Catholic marriage educators seek closer ties with bishops, renew identity.
By Anthony Barich
Perth’s Catholic Marriage Education Services Director Derek Boylen has been elected President of the national Catholic Society for Marriage (CSME) Education in a move that will see the organisation have closer ties with the Australian bishops.
Melbourne Auxiliary Peter Elliott – a former official of the Pontifical Council for the Family, chaplain to the Pope and now Director of the John Paul II Institute for Marriage and Family in Melbourne – is also the new bishops’ liaison to CSME, taking over from Darwin Bishop Eugene Hurley.
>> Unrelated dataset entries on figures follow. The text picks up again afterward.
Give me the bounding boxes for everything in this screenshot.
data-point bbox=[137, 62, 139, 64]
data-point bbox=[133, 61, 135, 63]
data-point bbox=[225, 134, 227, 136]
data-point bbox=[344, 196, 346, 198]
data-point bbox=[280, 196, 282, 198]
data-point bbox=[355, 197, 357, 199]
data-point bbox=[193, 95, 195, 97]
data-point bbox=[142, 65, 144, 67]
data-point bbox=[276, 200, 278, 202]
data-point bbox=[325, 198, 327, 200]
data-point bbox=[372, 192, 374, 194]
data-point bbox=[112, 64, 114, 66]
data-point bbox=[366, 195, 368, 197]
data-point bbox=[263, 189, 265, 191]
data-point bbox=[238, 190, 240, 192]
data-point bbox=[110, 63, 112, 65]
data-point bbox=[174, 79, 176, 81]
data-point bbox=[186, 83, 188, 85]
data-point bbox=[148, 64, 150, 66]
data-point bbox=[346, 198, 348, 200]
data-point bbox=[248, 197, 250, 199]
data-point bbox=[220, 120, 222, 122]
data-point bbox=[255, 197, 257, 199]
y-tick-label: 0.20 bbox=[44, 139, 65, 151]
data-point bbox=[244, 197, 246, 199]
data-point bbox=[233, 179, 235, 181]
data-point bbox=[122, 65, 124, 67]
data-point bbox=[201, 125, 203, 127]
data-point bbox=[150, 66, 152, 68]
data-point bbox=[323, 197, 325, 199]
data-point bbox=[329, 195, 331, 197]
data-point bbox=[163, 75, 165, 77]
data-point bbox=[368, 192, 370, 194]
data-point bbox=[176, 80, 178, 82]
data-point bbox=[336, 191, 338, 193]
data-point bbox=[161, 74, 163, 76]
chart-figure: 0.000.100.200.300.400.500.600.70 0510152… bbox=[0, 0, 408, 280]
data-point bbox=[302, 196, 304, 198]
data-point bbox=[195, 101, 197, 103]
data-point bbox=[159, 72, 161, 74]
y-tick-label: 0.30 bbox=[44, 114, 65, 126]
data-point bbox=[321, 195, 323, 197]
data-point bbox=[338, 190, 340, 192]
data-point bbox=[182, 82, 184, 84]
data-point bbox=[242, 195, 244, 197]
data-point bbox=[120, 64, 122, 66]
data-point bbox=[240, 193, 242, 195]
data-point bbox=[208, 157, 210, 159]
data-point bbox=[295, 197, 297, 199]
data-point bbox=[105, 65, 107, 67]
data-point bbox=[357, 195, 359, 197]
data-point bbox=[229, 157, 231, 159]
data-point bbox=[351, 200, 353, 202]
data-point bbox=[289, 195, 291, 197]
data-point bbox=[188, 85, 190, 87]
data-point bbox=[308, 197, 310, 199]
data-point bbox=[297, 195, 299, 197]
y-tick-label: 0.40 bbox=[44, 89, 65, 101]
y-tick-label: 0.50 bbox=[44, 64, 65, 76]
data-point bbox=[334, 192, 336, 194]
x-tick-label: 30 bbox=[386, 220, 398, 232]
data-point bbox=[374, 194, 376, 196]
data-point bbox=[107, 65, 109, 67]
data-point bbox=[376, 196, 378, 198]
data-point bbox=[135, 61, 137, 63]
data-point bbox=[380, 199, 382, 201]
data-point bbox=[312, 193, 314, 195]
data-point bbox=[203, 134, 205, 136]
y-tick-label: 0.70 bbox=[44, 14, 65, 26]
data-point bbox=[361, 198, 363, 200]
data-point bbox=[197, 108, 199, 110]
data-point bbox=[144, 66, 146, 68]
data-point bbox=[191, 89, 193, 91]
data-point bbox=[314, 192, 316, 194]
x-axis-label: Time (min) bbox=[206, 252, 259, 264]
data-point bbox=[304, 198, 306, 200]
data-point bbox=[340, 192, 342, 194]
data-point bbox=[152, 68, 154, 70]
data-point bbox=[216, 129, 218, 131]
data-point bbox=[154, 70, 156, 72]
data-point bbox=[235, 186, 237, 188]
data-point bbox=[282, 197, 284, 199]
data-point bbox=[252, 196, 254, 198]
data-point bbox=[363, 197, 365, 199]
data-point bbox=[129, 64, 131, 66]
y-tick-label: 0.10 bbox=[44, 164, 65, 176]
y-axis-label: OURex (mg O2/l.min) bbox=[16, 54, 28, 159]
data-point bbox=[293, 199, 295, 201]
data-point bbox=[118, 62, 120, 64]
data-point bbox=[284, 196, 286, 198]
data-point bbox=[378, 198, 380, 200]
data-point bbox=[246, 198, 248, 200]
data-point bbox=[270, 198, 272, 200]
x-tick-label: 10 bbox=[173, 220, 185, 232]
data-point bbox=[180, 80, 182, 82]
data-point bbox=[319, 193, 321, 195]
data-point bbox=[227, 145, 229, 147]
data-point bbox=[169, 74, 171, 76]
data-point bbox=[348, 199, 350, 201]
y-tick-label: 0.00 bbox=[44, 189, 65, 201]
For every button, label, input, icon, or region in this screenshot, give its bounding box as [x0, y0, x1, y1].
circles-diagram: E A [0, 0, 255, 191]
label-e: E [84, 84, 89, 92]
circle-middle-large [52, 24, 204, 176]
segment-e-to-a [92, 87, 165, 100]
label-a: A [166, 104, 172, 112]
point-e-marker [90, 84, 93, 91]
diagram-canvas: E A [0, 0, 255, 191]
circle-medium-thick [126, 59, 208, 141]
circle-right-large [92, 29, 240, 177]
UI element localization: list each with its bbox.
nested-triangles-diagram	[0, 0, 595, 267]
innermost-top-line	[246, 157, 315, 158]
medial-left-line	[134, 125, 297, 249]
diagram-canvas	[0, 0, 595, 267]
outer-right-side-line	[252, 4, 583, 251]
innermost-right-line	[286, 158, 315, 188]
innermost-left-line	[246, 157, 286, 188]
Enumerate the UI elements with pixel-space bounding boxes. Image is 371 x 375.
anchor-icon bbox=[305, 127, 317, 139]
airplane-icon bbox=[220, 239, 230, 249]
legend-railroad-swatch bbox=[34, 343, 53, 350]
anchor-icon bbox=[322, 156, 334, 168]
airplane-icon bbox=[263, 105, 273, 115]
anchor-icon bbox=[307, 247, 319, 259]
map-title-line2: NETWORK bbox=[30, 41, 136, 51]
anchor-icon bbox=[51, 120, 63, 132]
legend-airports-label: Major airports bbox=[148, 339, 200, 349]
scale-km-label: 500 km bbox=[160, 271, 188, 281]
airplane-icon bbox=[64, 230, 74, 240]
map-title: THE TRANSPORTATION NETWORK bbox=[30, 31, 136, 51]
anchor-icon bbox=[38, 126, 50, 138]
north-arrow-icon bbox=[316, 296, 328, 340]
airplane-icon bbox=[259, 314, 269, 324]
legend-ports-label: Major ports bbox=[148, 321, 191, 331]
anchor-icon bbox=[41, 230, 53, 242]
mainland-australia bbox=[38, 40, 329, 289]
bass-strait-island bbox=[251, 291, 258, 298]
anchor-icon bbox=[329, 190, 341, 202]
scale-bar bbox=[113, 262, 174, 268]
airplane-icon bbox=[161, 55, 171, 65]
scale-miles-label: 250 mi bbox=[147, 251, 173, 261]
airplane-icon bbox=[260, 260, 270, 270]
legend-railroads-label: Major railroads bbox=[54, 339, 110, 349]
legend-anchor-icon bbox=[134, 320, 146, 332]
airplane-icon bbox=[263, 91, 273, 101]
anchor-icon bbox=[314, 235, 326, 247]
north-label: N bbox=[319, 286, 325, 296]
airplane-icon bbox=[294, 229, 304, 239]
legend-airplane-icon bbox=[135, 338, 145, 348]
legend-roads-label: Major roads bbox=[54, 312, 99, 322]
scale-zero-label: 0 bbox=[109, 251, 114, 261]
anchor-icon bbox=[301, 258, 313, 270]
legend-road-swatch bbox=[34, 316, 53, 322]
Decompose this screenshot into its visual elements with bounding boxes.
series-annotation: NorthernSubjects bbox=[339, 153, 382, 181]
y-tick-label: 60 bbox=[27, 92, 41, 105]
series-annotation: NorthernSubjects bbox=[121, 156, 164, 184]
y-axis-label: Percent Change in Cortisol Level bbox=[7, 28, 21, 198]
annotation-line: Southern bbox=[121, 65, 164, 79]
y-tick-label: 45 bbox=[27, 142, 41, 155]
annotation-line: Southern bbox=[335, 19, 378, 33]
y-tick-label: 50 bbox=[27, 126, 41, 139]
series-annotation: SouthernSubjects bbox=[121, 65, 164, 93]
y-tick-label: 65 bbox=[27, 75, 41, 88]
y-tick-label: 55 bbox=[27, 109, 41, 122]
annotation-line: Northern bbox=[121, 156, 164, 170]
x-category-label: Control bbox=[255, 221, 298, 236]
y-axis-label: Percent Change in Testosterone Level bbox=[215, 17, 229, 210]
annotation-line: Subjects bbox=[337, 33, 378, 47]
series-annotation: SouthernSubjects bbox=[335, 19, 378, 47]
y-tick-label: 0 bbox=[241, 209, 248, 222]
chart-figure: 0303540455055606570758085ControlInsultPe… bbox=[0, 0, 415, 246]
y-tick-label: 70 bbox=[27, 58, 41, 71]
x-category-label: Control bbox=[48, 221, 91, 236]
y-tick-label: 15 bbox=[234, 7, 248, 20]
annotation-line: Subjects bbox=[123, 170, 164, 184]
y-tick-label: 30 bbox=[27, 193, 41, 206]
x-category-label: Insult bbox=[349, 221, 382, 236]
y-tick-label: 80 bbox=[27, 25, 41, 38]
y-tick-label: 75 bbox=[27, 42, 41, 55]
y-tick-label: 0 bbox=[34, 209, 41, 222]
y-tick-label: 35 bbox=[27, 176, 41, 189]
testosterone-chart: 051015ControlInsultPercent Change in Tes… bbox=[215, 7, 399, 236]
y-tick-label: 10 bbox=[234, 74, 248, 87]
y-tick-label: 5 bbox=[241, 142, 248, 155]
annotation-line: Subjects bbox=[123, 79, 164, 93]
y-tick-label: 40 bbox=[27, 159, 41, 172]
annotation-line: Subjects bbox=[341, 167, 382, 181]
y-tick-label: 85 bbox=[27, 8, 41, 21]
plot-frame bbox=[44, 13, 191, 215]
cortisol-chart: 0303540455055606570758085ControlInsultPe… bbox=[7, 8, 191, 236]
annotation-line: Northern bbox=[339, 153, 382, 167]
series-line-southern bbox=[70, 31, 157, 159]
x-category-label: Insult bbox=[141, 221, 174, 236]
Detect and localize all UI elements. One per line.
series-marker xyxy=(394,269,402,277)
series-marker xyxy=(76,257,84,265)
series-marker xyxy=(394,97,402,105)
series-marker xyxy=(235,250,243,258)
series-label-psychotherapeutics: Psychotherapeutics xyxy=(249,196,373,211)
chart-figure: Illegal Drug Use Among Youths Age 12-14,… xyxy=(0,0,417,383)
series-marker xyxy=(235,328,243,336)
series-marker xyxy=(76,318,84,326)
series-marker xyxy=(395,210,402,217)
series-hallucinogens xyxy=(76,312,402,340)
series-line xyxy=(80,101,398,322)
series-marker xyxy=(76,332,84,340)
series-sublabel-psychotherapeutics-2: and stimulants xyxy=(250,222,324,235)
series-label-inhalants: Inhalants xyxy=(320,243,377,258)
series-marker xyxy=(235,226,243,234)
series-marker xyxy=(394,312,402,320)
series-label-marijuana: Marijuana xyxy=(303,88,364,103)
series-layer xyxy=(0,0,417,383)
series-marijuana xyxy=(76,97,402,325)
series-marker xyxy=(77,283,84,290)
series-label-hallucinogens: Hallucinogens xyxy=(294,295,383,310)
In other changes to the CSME hierarchy, Francine Pirola, Co-director of the Pastoral and Matrimonial Renewal Centre and Ros Lloyd from Centacare Broken Bay were newly elected.
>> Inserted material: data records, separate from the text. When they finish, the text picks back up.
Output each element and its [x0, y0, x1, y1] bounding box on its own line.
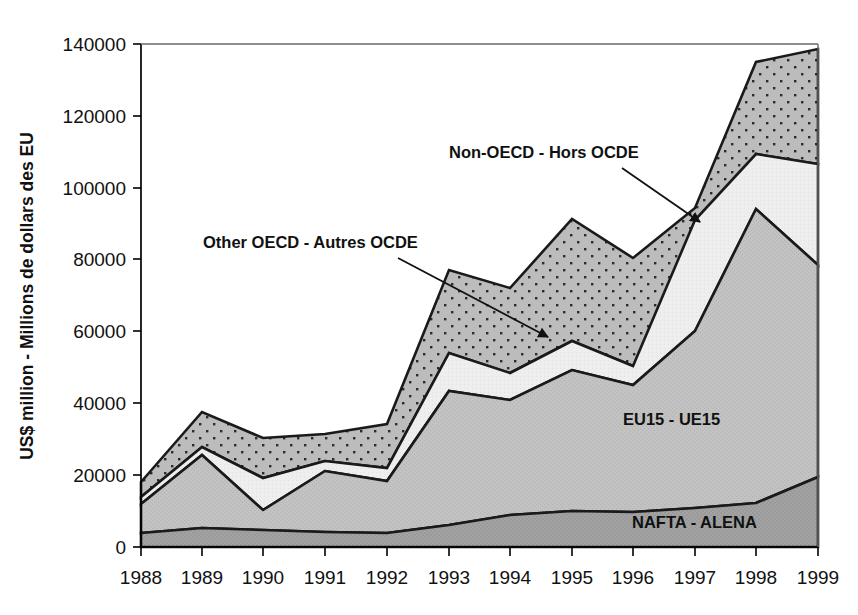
y-tick-label: 80000	[73, 249, 126, 270]
annotation-label-other-oecd: Other OECD - Autres OCDE	[203, 233, 418, 251]
x-tick-label-1997: 1997	[674, 567, 716, 588]
annotation-label-non-oecd: Non-OECD - Hors OCDE	[449, 143, 639, 161]
y-tick-label: 0	[115, 537, 126, 558]
y-tick-label: 20000	[73, 465, 126, 486]
y-tick-label: 60000	[73, 321, 126, 342]
series-label-nafta: NAFTA - ALENA	[632, 513, 757, 531]
y-tick-label: 120000	[63, 106, 126, 127]
y-tick-label: 40000	[73, 393, 126, 414]
x-tick-label-1995: 1995	[551, 567, 593, 588]
chart-canvas: 0 20000 40000 60000 80000 100000 120000 …	[0, 0, 858, 615]
x-tick-label-1990: 1990	[242, 567, 284, 588]
x-tick-label-1993: 1993	[428, 567, 470, 588]
x-tick-label-1994: 1994	[489, 567, 532, 588]
x-tick-label-1996: 1996	[612, 567, 654, 588]
x-tick-label-1998: 1998	[735, 567, 777, 588]
x-tick-label-1992: 1992	[366, 567, 408, 588]
y-tick-label: 100000	[63, 178, 126, 199]
x-tick-label-1999: 1999	[797, 567, 839, 588]
stacked-area-chart: 0 20000 40000 60000 80000 100000 120000 …	[0, 0, 858, 615]
x-tick-label-1989: 1989	[181, 567, 223, 588]
y-axis-title: US$ million - Millions de dollars des EU	[17, 132, 37, 460]
x-tick-label-1988: 1988	[120, 567, 162, 588]
y-tick-label: 140000	[63, 34, 126, 55]
x-tick-label-1991: 1991	[304, 567, 346, 588]
series-label-eu15: EU15 - UE15	[623, 410, 720, 428]
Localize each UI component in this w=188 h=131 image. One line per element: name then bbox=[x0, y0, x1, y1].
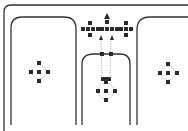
up-arrow-icon bbox=[110, 35, 114, 40]
up-arrow-icon bbox=[99, 35, 103, 40]
right-node-cluster[interactable] bbox=[158, 62, 179, 84]
top-node-bar[interactable] bbox=[81, 13, 133, 37]
right-panel bbox=[137, 17, 188, 125]
left-node-cluster[interactable] bbox=[29, 61, 50, 83]
diagram-canvas bbox=[0, 0, 188, 131]
connector-guides bbox=[99, 35, 114, 78]
center-node-cluster[interactable] bbox=[96, 77, 117, 102]
left-panel bbox=[11, 17, 76, 125]
up-arrow-icon bbox=[104, 13, 110, 19]
outer-frame bbox=[4, 5, 188, 131]
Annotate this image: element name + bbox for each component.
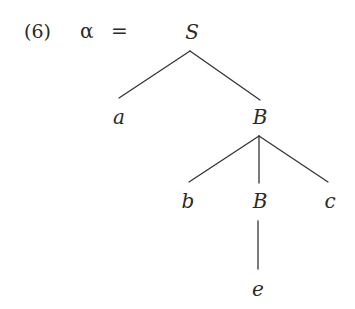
edge-S-B	[190, 51, 260, 100]
tree-edges	[0, 0, 355, 309]
edge-B-c	[259, 136, 328, 182]
node-e: e	[252, 279, 264, 299]
node-a: a	[113, 107, 125, 127]
node-b: b	[182, 191, 195, 211]
tree-diagram: (6) α = S a B b B c e	[0, 0, 355, 309]
edge-S-a	[119, 51, 190, 98]
node-root-S: S	[185, 22, 199, 42]
edge-B-b	[189, 136, 259, 182]
node-c: c	[324, 191, 335, 211]
node-B: B	[253, 107, 268, 127]
node-B-inner: B	[253, 191, 268, 211]
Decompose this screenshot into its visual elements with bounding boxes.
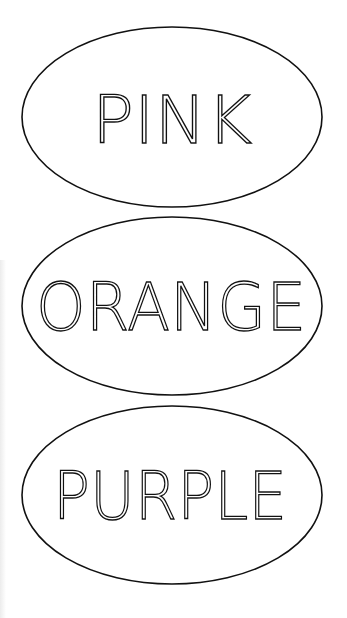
color-word-ovals: PINK ORANGE PURPLE — [0, 0, 347, 618]
word-pink: PINK — [92, 82, 252, 159]
oval-purple: PURPLE — [22, 406, 322, 584]
word-orange: ORANGE — [36, 269, 306, 346]
oval-pink: PINK — [22, 27, 322, 207]
word-purple: PURPLE — [53, 458, 287, 535]
oval-orange: ORANGE — [22, 217, 322, 395]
The relationships landscape around Australia has changed and many groups that started out as marriage educators in the secular sector and, in some cases, in the Catholic sector, have broadened their portfolio to same-sex and de-facto relationships.
The new elections are understood to be part of a drive to re-establish a stronger Catholic identity of Catholic marriage preparation.
Mr Boylen told The Record that many people who get married in the Church are ‘quite secular’ and the new direction will seek to develop more resources to communicate the Church’s teachings on the beauty of marriage, like Theology of the Body. He said that Christian churches provide up to 80 per cent of Australia’s marriage preparation and the Catholic Church would provide up to 90 per cent of that.
The new appointments come a week after the Australian Bureau of Statistics released figures that revealed an increase of 2.1 per cent in registered marriages and a 1.6 per cent drop in divorce compared with 2007.
Mrs Pirola, whose PMRC has up to 60 trained marriage educators around Australia who run marriage preparation and enrichment courses aimed at training other leaders at a parish level, said the ABS figures reveal what the Church has been promoting for two millennia – that marriage, and marriage education, are crucial to the stability of society.
The figures are also timely as the Australian Senate has referred the Marriage Equality Amendment Bill 2009 for inquiry and report. The Bill seeks to remove all discrimination from the Marriage Act 1961 on the basis of sexuality and gender identity and to permit marriage regardless of sex, sexuality and gender identity.
It also comes weeks after the National Marriage Coalition gathered 10,000 petitions endorsing marriage as between a man and a woman to the exclusion of all others and hosted the inaugural National Marriage Day on August 13 to mark the anniversary of the passing of the 2004 Marriage Amendment Act.
In a panel discussion at the August 27-30 bi-annual Marriage and Relationship Educators National Conference in Melbourne hosted by CSME and the Marriage and Relationship Educators Association of Australia (MAREAA), Dr William Doherty of the University of Minnesota told the 202 participants that they need to “dispel the myths about marriage in society today, specifically identifying five common myths about marriage.
These are that “it’s foolish to get married without cohabiting; it’s best to wait to get married when you are financially secure; if a marriage gets rotten it never gets ripe again; if marriage fails, children really want the parents to find another romantic relationship as they want them to be happy; and that men aren’t interested in relationships.”
Dr Doherty, an internationally recognised expert on marriage, was one of several international and national speakers and marriage researchers at the conference.
Key-note addresses and workshops covered topics like Intentional Marriage, Sexuality, Men as Life Partners with Women, Social Change and the Paradox of Choice.
The event is a joint initiative of the CSME and the MAREAA. The theme of the conference was Festival of Learning. Prior to the beginning of the conference, 36 Catholic marriage educators gathered for a day of prayer, discussion and reflection, concluding with Mass celebrated by Bishop Elliott.
The August 28 CSME Annual General Meeting farewelled outgoing president Anne Matuszek, Michele Simons and Ray Reid, who stepped down from the executive.
The new CSME executive is: Mr Boylen (President – Catholic Marriage Education Services, Perth), Anne Matuszek (Secretary – Centacare, Tasmania), Robyn Donnelly (Treasurer – Centacare, Newcastle), Jennifer Mason (Centacare Brisbane), Ros Lloyd (newly elected – Centacare Broken Bay) and Mrs Pirola (newly elected – PMRC Australia).
CSME members are organisations, parishes and agencies within the Catholic Church that offer individual and couples marriage and relationship formation.
Fore more information see www.csme.catholic.org.au.